The Queen’s Menagerie:
One of the longer Texture pieces I’ve seen, The Queen’s Menagerie follows the keeper of the titular menagerie through its labyrinthine halls. Everything here is about display, and power, and monstrosity: the keeper does his job, and does it well, for the Queen’s table scraps, despite the gravity of his tasks and the shortened lifespan it will inevitably mean. The Queen, for her part, keeps the animals as a display of power for visiting diplomats, and when not being used, they are kept confined in darkness. It’s a pretty horrific premise, and Groover characteristically leans into the intersections of this horror, the human cost. (The moment with the dragon is particularly effective because of the limited information you receive.) Third person works well here, establishing a voyeuristic distance between reader and keeper that’s complicated by Texture’s format of dragging. The platform requires slightly more input than a hyperlink, but less so than even a limited parser, and so seems particularly suited to work that deals with themes of implication, constraint, and guilt. Recommended.
Cinnamon Tea:
A fairly short Twine piece on the Sorting Hat formula, where your early choices lock you into a path before you know the consequences of your action. I’ve seen that work well, particularly in places where “meddling in forces beyond your ken” is a theme (Magical Makeover comes to mind). But the game doesn’t do enough to signal the consequences of your choices, or offer me enough of a payoff.
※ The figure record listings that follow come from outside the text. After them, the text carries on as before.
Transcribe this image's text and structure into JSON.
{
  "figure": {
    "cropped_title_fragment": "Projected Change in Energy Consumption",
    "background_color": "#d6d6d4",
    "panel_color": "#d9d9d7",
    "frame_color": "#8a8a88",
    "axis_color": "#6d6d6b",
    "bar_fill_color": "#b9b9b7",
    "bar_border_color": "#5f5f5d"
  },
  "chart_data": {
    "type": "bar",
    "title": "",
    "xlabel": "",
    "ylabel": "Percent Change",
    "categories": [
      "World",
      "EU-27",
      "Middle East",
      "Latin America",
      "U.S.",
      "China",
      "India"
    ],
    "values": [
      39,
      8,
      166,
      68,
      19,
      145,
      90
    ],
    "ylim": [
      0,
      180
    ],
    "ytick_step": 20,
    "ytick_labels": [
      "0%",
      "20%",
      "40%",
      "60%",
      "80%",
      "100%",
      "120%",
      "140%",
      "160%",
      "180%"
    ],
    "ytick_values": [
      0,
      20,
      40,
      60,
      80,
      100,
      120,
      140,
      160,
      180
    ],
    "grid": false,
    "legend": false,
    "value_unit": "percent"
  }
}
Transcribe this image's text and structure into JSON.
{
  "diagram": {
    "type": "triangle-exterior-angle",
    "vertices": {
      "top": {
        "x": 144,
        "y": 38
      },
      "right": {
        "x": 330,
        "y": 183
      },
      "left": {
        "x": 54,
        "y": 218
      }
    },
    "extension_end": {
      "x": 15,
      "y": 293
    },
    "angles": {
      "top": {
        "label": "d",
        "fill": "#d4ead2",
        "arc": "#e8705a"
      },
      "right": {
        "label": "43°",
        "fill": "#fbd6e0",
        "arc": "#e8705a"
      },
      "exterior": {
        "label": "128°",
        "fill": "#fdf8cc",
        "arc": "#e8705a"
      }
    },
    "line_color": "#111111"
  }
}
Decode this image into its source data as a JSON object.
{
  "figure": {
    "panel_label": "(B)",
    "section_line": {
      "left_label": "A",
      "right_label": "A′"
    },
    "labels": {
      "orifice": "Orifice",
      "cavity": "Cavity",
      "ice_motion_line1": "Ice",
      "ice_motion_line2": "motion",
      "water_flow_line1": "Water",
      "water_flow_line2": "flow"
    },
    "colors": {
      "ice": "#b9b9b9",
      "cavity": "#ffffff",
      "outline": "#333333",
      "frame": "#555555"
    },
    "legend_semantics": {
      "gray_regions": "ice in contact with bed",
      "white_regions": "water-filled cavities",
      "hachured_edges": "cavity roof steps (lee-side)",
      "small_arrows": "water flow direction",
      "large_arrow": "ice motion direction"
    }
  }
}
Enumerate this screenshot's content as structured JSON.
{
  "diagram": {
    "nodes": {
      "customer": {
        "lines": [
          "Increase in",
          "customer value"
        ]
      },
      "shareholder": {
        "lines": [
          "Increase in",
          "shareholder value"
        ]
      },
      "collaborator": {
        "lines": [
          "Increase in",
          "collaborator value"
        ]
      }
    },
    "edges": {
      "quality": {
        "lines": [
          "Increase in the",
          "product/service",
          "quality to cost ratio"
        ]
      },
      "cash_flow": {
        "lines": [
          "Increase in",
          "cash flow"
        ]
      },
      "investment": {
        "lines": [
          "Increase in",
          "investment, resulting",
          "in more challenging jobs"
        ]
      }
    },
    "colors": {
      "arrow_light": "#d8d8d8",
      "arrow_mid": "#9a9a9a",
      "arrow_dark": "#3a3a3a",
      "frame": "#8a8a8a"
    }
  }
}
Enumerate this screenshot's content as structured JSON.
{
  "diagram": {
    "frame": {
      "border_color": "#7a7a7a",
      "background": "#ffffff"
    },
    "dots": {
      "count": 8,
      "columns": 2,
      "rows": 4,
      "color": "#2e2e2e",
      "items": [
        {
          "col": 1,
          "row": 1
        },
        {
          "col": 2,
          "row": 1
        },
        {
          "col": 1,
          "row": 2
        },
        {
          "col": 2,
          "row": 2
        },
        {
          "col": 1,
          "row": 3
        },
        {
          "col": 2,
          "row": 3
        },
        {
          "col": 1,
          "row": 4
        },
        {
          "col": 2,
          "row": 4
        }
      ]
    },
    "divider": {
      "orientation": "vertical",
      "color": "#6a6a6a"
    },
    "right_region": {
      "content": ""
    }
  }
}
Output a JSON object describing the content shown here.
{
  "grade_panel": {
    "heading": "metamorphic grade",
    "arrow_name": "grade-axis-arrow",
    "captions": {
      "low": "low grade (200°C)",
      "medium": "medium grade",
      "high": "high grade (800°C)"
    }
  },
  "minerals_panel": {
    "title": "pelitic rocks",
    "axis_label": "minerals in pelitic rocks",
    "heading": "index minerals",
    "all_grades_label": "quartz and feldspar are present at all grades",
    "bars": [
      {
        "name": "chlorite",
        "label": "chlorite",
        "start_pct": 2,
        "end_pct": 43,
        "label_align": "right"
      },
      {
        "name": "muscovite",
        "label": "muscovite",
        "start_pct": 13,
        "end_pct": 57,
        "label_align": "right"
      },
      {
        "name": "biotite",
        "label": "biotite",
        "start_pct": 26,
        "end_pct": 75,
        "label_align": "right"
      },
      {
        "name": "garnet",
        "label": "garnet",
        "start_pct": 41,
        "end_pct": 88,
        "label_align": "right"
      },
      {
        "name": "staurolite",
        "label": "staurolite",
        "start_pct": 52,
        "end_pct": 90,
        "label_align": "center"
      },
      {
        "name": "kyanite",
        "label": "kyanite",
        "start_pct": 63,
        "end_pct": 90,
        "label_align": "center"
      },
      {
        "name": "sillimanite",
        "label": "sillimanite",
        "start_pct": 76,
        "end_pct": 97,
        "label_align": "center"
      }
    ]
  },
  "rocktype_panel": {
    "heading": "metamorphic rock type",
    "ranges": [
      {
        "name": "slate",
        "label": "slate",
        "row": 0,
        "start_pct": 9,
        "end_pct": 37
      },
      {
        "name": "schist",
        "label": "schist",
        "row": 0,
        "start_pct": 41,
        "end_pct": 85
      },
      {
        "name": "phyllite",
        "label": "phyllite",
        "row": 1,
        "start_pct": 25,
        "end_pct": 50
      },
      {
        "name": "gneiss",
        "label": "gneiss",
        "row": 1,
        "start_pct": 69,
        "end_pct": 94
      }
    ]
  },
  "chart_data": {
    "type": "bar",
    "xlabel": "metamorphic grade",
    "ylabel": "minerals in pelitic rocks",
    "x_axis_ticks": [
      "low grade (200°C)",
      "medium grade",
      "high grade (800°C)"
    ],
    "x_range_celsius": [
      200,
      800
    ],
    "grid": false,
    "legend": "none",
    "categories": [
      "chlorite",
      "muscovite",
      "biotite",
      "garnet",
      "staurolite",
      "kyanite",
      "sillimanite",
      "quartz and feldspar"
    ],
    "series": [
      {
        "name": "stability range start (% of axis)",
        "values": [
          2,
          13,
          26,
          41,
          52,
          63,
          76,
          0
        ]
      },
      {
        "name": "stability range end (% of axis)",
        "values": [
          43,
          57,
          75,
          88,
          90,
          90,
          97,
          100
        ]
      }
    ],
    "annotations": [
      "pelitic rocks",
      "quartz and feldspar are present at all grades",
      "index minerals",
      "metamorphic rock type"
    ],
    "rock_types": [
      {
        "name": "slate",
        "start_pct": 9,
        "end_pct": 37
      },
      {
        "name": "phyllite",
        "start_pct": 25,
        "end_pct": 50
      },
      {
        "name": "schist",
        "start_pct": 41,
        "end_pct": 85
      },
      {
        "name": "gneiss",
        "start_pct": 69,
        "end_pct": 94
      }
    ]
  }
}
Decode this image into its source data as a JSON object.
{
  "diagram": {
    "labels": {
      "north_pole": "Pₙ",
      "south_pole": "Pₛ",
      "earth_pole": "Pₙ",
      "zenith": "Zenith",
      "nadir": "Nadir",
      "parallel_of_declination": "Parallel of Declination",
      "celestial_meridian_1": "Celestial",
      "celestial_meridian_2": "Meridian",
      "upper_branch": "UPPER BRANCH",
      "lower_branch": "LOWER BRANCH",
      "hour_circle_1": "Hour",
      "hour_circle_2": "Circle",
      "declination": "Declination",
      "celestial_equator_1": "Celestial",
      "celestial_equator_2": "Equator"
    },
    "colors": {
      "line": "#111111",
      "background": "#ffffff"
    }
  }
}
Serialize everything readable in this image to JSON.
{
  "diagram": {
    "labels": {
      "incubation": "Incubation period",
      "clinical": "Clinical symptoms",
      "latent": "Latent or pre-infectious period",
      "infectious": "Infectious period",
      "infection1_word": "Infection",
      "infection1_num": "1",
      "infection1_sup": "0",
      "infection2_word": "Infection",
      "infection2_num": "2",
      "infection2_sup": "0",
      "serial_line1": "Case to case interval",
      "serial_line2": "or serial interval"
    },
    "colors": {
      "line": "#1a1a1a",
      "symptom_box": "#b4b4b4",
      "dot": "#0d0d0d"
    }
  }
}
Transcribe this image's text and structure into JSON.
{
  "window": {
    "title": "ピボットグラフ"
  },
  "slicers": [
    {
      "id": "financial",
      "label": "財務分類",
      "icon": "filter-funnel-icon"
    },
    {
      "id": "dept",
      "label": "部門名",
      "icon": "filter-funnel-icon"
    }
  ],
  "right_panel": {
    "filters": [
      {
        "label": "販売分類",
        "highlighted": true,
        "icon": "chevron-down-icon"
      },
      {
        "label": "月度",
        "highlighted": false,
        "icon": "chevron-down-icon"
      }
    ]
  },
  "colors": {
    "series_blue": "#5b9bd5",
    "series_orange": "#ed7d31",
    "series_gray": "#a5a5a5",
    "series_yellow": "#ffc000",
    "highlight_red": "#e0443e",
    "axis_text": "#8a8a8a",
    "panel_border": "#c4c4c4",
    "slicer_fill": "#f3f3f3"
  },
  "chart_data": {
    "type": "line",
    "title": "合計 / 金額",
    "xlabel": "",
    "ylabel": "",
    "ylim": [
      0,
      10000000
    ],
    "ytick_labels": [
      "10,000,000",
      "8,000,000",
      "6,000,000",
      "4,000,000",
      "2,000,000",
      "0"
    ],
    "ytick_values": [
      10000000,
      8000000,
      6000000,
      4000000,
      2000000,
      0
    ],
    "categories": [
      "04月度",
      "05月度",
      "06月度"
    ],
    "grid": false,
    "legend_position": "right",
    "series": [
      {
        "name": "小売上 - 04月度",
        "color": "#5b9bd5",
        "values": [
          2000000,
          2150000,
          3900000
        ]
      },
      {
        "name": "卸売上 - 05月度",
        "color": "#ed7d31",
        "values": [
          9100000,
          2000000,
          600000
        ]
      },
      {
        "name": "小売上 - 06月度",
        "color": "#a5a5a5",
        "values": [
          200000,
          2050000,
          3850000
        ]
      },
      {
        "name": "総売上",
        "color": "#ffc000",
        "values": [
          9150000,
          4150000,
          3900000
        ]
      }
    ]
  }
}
The last tea choice does have what I read as an ultimately hopeful (and well-written) dream sequence. But on the whole, I’d have liked better signaling; as this work stands, it feels slight. I’m afraid I can’t personally recommend it, but I think there are some readers it would work for.
Ariadne in Aeaea:
(Note: my historical pedant hat will remain firmly off for the duration of the review.) A mid-length puzzly parser game, Ariadne in Aeaea appears to take some of the feedback the author’s previous game received to heart. Puzzles are largely clear, though I ran into one major question after speaking to my aunt. (This is definitely a game where I tried to get the PC to disrobe in several unhelpful locations, and the protagonist’s frustrated internal monologue was a nice counterpoint.) Both the walk through and the in-game hint system were useful (though there was one point toward the end where the hint system gave me the previous, solved puzzle’s hint).
Leaving my personal baggage with regard to some of these characterizations firmly at the door, I liked the protagonist as she was written, and felt that this reading of the archaic Mediterranean, with Ariadne subject to the pressures of familial social, and ultimately political expectation, was effective at making use of the parser’s confines. (Lately I find myself preferring games where even where the standard verbs are available, the narrative makes me want to press forward toward my stated goal rather than try the standard Inform library. Bronze, Hoist Sail For the Heliopause and Home, and Superluminal Vagrant Twin, to name a few canonical and contemporary examples.) Ariadne has a strong sense of forward momentum, of wanting to find out the next big secret, and–other than the puzzle in the middle–was fairly good at delivering on that momentum. Recommended.